A Loss of Innocence, A Need
for Love
by J. Michael Wimpy
When I allow myself even the briefest of a
moment to pause and reflect on the utter horror of my childhood years, that very
moment begins with a shudder down my spine that would make a horror movie junkie
proud. Is it a mere shudder? Maybe it is fright. Maybe it is anger.
Maybe it is rage! It could be utter relief that I sit here a
survivor. Survivor? Somehow, that word doesn't do justice to my
memories. It reveals far too little of what must be said.
There is not one word that could ever tell it all. What word could
possibly contain all the anger and rage, all the hopelessness and despair, all
the insecurity and loneliness that defined my childhood years?
This story has to have a beginning. What person do I
name? Is this person the one to be indicted for my rage? Is this the
person that I am to rail against until my memory is extinquished by my own
anger? Was there not one person with reason in my childhood? Was
there not one person with some sense of responsibility? The answer it
seems makes me even shudder again. I feel it down my spine as memories
come flooding through me. Yet, here I sit -- a survivor! I take a
deep breath, a deep thankful breath and continue.
Memories of my mother cannot be separated from the alcohol
that eventually would take her life. I remember her anger and her rage --
an object only had to cross her path to be consumed by a person being consumed.
She was called my mother, but a mother I never had. Her child that she
protected was the bottle that became her shadow down every path she stumbled.
In many ways, she is to be pitied. She lost both of her husbands.
She lost her son. She lost her two daughters. She lost her future
grandchildren. She lost every memory that makes life worth living.
She closed her eyes at the very young age of fifty-five having drank herself to
death.
During that time, I was a child, a mere child, with a mother
(that might as well had already been dead) being allowed to experience and
witness the very horrors from which it would seem every child is entitled
protection. What kind of adults allow a child to witness an enraged
stepfather take a baseball bat to every window in the house after finding
another man in his bed? What kind of adults allow a child to witness the
outbursts of rage that results in an icebox emptied in a fit of anger in the
kitchen floor? What kind of adults allow flirtatious aunts to confuse a
teenage child by sleeping in the same bed? What kind of adults drink
to the point of intoxication and then drive with a child? I saved my
mother from accidents on many an occasion be reaching for the steering wheel at
the last moment. Jerking steering wheels, discovering vomit covered
aunts, walking in on my mother's next sex partner, living in the cesspool
of life -- that was my lot. I was so alone.
That child became a teen in spite of it all. He
wandered into the path of child molesters, drug addicts, street criminals.
The sadness throughout it all is there was no one to turn to, there was no one
to go home to, there was no one that could make it right. There was no one
to be the caring adult that the child so desperately needed. There was a
house but no mother. There was a house but no father. There was a
house but no home. There was a child alone in a world devouring the people
responsible for bringing him into it. The child needed rescuing but there
was no one. The child was alone.
Every child needs a home. Every child needs a father.
Every child needs a mother. Every child at least needs a responsible adult
that cares - someone to come to the rescue when the world begins to
devour. If there is one lesson I've learned in the years that have
followed the horror of my childhood years, I hope I have learned how to love a
child.
That is my gift that I give back to this life. It
is my hope that it is a beginning, and it protects a child. I give back
love. I give it to my children. I give it to my grandchildren.
I give it to every child that crosses my path just in case they live in a home
that has no mother, that has no father, that has no love.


WHAT NEEDS TO BE DONE –
Leave the pictures out and print, word for word, the lines below from the one with "Help me find" through the final line.

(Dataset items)
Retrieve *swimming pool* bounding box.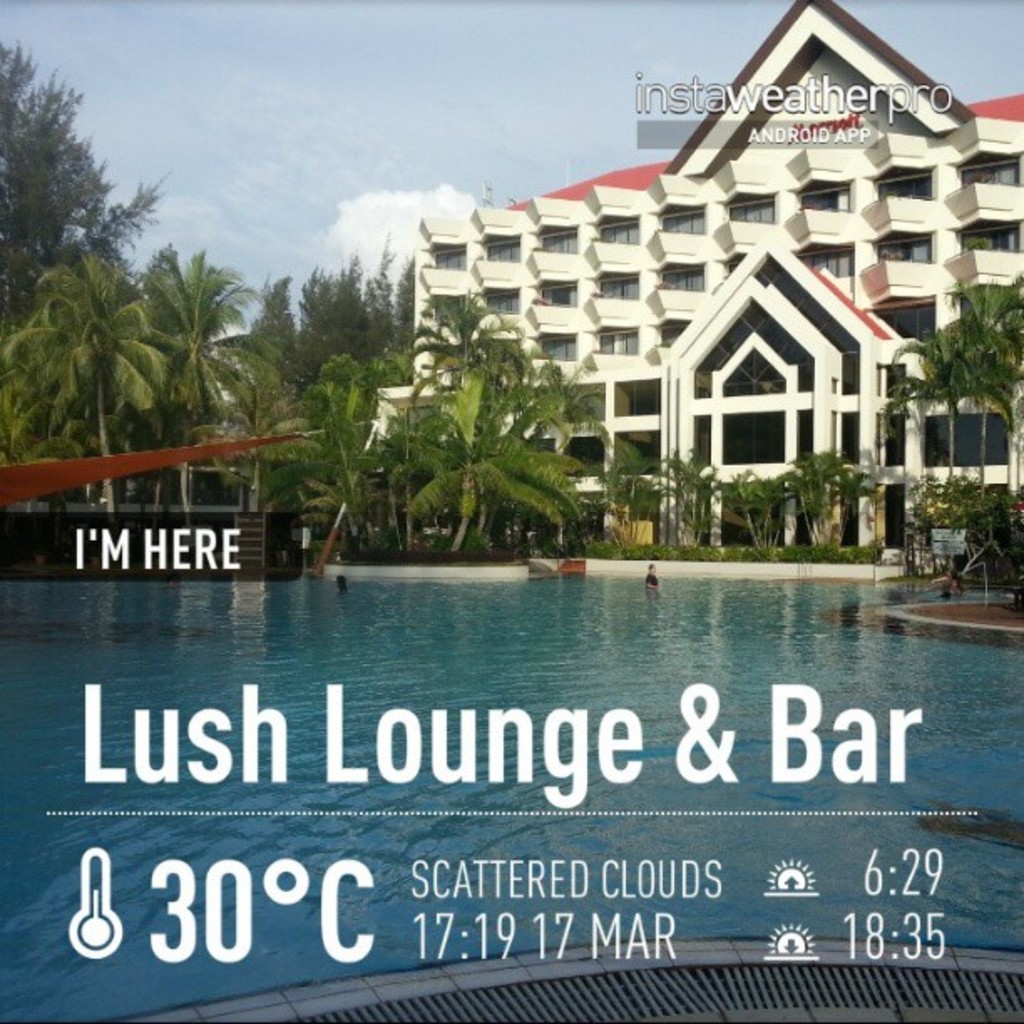
Bounding box: (left=59, top=561, right=984, bottom=920).
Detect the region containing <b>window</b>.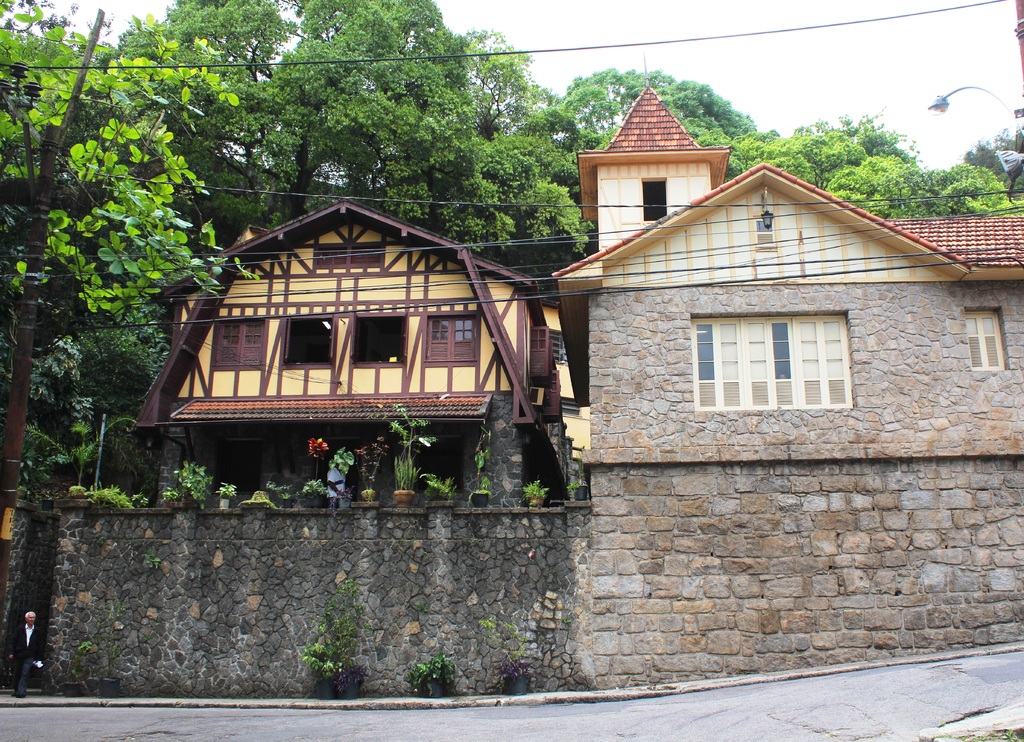
(left=644, top=183, right=665, bottom=223).
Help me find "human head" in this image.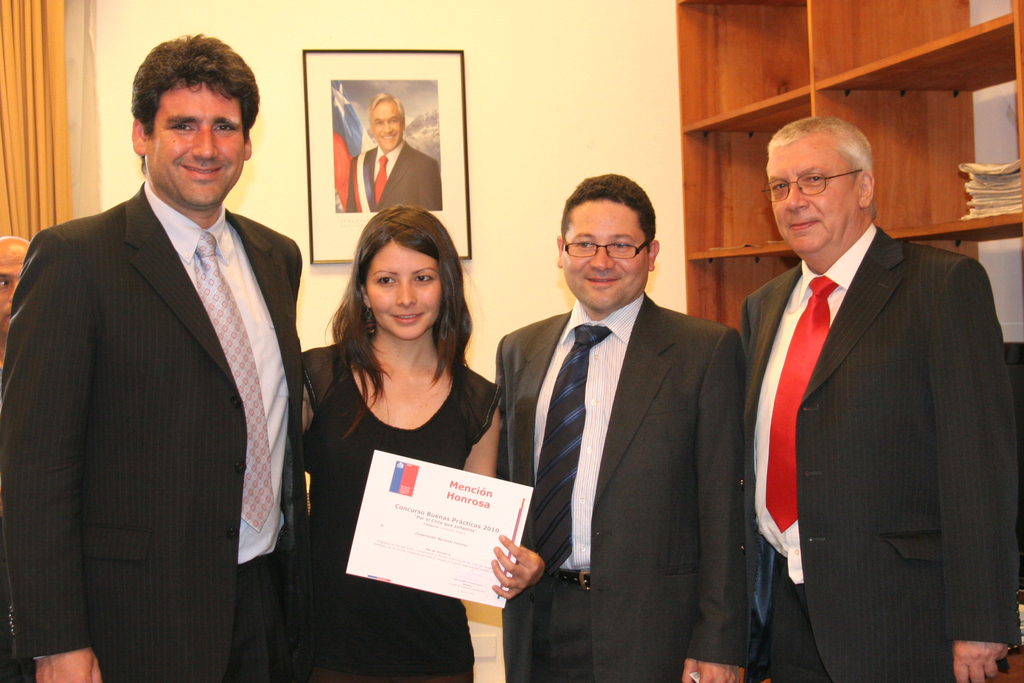
Found it: <bbox>131, 33, 258, 208</bbox>.
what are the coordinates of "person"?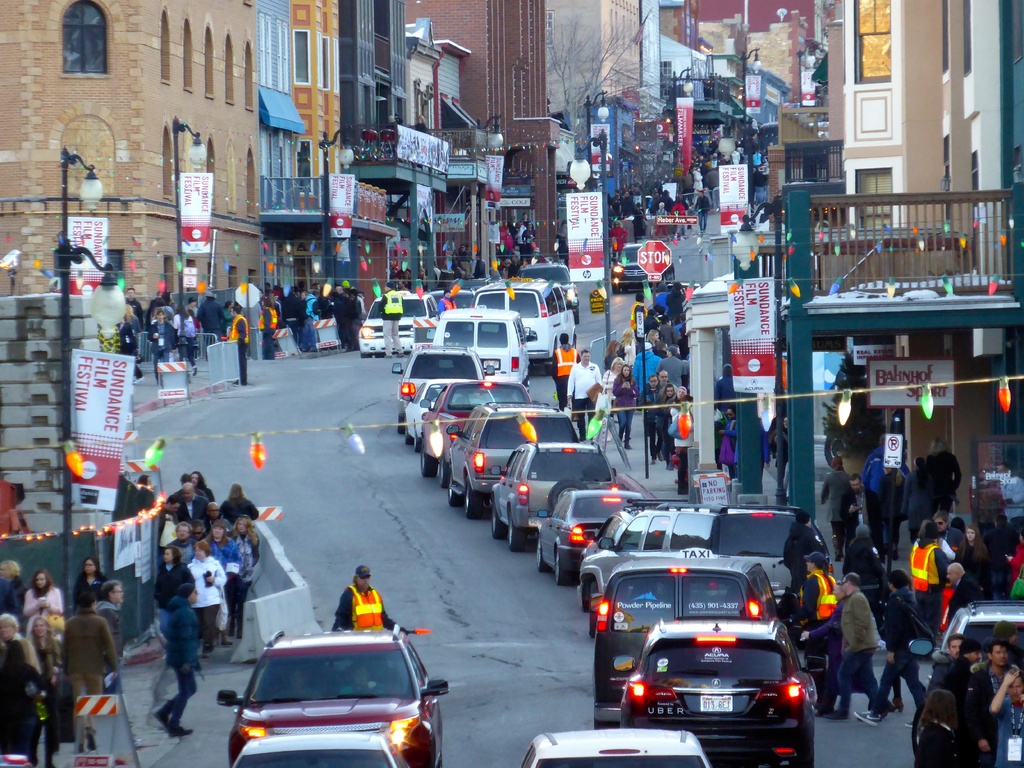
{"left": 567, "top": 348, "right": 602, "bottom": 441}.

TASK RESULT –
Help me find "human head" in this image.
Found it: <bbox>131, 33, 258, 208</bbox>.
what are the coordinates of "person"?
{"left": 567, "top": 348, "right": 602, "bottom": 441}.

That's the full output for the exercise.